The cover image for our new issue shows a native New Zealand bee, visiting the flowers of an alien creeping thistle.
Author and photographer, Carine Emer shares her insight into the ecology of New Zealand, this captivating photograph and her related research paper: Alien plants and flower visitors disrupt the seasonal dynamics of mutualistic networks by Arroyo‐Correa, Burkle & Emer.
People go to New Zealand, a far, far away land in the Pacific Ocean, in search of wilderness and astonishing landscapes. I went there in search of exotic creatures…not The Lord of the Ring ones, but the alien ones introduced by the Europeans during the first settlements a few centuries ago. Since then, the rapid colonization by alien species has dramatically altered the country’s biodiversity. New Zealand has become a living laboratory to study the interactions between native and alien species, and how they affect ecological processes, such as pollination.
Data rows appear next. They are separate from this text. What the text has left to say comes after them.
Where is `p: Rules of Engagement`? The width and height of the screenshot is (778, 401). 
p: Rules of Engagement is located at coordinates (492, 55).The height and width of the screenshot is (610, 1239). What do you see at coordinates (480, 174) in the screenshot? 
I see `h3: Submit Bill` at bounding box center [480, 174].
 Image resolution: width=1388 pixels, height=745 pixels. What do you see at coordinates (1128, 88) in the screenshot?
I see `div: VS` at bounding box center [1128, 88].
It turns out that New Zealand geological remoteness resulted in a unique flora and fauna, evolving highly isolated for millennia until humans arrived, as one of our latest major landmasses conquered. Nowadays, some parts of this dreaming landscape look like a nightmare for conservationists – a land of invasive species threatening the remnant native ones. Our study sites, for example, located at the Cass River basin in the South Island of New Zealand, comprehends a subalpine vegetation in which 68% of the sampled plant species and 14% of the pollinator species that interact with them are aliens! In that scenario, one can easily get bewildered when observing European bumblebees visiting flowers of creeping thistles amidst a natural garden of tiny kiwi flowers and their pollinating solitary bees just on the base of a 2000 meters tall mountain.
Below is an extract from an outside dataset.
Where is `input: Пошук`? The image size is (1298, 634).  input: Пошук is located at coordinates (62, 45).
But how about bumblebees visiting, and potentially pollinating, kiwi tiny flowers? Or kiwi bees visiting, and potentially pollinating, European creeping thistles? How does this actually happen, and how does it change throughout the short-summer season? This unique interplay between native and alien flowers and pollinators was the motivation of our study. By combining natural history, network theory and statistical tools, my colleagues and I unveiled the temporal dynamics of plant-pollinator interactions in invaded subalpine communities.
Carine Emer São Paulo State University, Brazil.
The authors of this paper have previously written an Author Blog, which offers further insight into their research paper. You can read this here: Disentangling how alien species shape the seasonal dynamics of plant-pollinator communities.